Problem requirements
Exact reproduction, images excluded: write out the records below.

Dataset entries

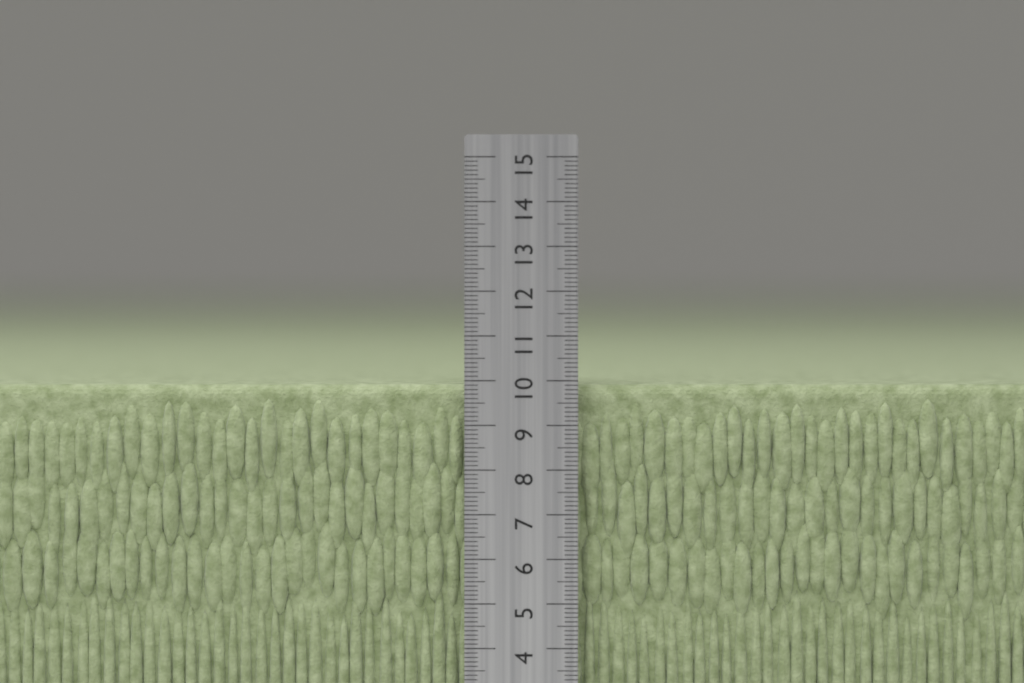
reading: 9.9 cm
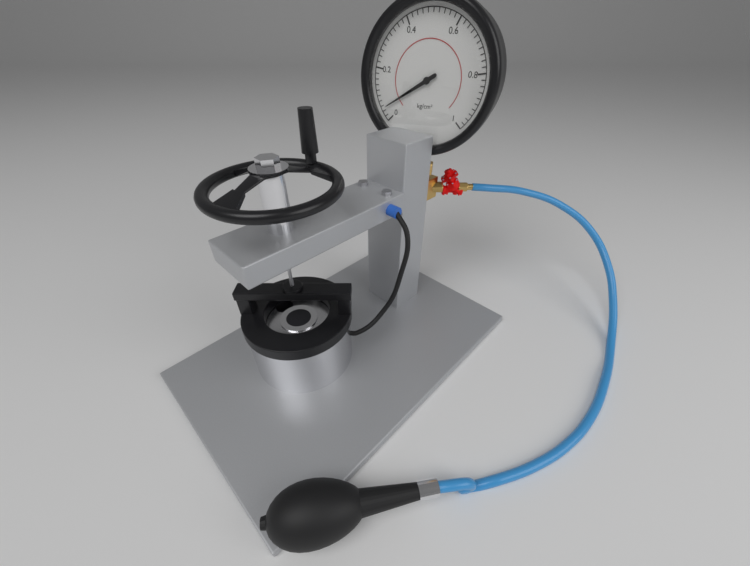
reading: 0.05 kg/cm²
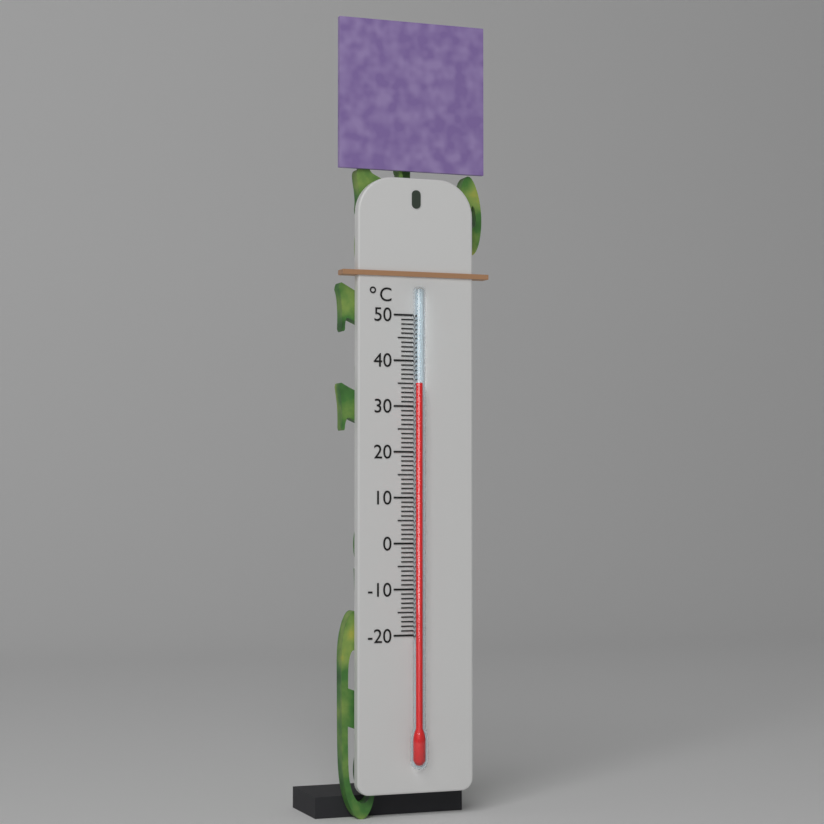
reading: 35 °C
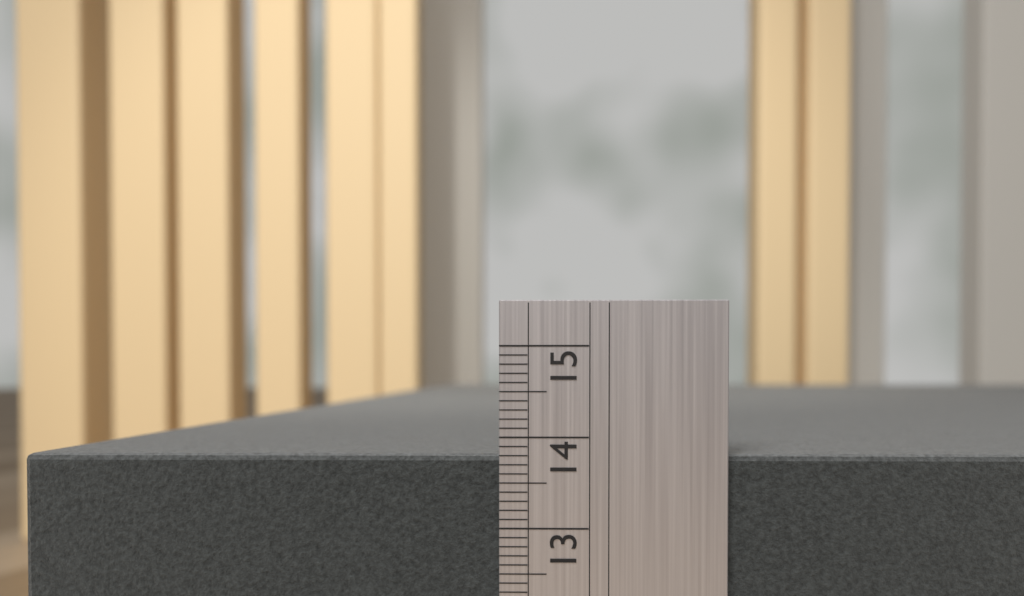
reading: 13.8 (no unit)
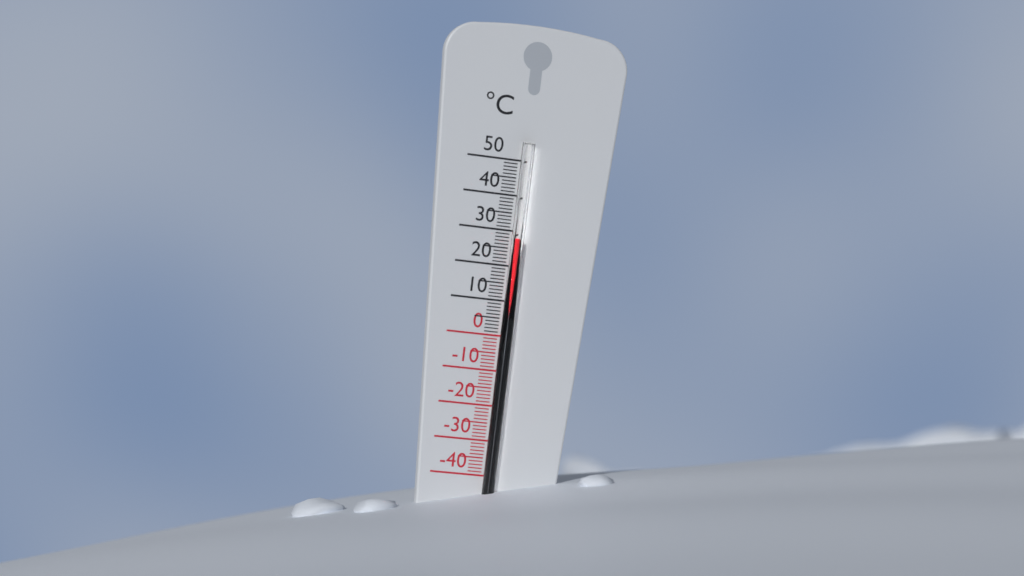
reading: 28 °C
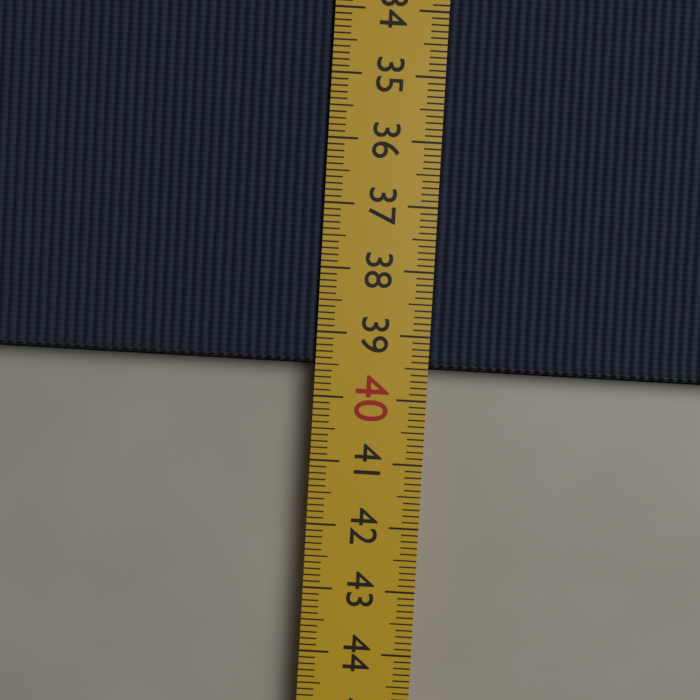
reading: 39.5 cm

Task solution
reading: 9.9 cm
reading: 0.05 kg/cm²
reading: 35 °C
reading: 13.8 (no unit)
reading: 28 °C
reading: 39.5 cm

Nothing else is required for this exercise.